When their extremely underrated third album, Lovely Rubbish, arrived in 2001, the band delved into much more experimental territory, fusing digital and hip-hop rhythms with 60s girl-group pop. That album’s lead single, the sensual “Androgyny,” is an ahead-of-its-time ode to gender expression (take into account, it got here out 20 years in the past). The extra simple “Breaking Up The Girl,” in the meantime, fused the band’s penchant for classic-rock rhythms with Phil Spector-era pop. The end result was in contrast to something their friends had been doing on the time, which may maybe clarify why Lovely Rubbish was so underappreciated upon its launch.

And let’s not pass over Rubbish’s entry to the better James Bond cinematic universe: “The World Is Not Enough,” which soundtracked the 1999 007 movie of the identical identify.
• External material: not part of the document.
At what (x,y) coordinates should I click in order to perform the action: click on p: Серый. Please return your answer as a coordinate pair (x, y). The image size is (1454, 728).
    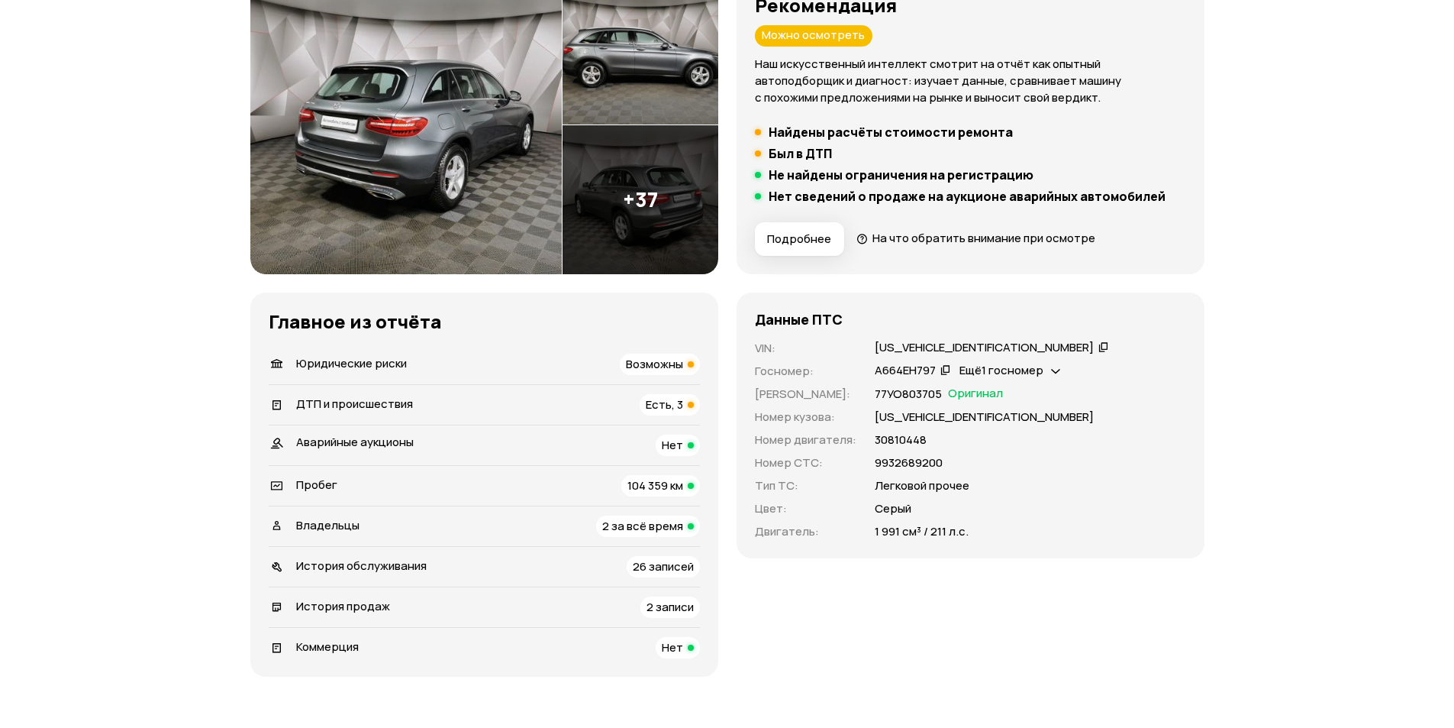
    Looking at the image, I should click on (893, 508).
The band’s one-off single was an enchanting hybrid of concepts and falls properly into line with different Bond themes, incorporating cinematic strings and a slow-building construction.
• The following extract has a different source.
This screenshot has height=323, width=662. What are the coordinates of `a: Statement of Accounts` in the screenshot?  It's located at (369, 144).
The Roll-The-Window-Down Bangers

(Cherry Lips (Go Child Go), Computerized Systematic Behavior, Until The Day I Die, Run Child Run)

Some of the constant qualities of Rubbish is their potential to jot down pop banger after pop banger, and so they’ve been doing it now for nicely over *checks calendar* three many years. Although each certainly one of Rubbish’s albums options radio-friendly pop jams, one of many stickiest hooks they’ve ever written got here a couple of years into their profession: “Cherry Lips (Go Baby Go),” featured on 2001’s Lovely Rubbish, kicks off with energetic womp-womp-womp-womp keystrokes earlier than blossoming right into a heady, adrenaline-surging refrain. (Is it any marvel Manson as soon as stated that “Cherry Lips” was “probably the most celebratory song we’ve ever written”?) That very same bombast is current for “Til The Day That I Die” (additionally on Lovely Rubbish), which chugs with a extra aggressive guitar line however remains to be rooted in pop sensibility.

Later in Rubbish’s discography, particularly on 2012’s Not Your Form Of Individuals, the band had little interest in slowing down. Their fifth studio album got here bashing in on “Automatic Systematic Habit,” which includes a pulsating, club-ready rhythm. Likewise, Rubbish’s undersung 2005 report Bleed Like Me got here full of songs perfect for hitting the open street. One such reduce was “Run Baby Run,” which opens an echoing, U2-inspired guitar line and evolves into an explosive anthem about love’s bittersweet rush.

Store for Rubbish’s music on vinyl or CD now.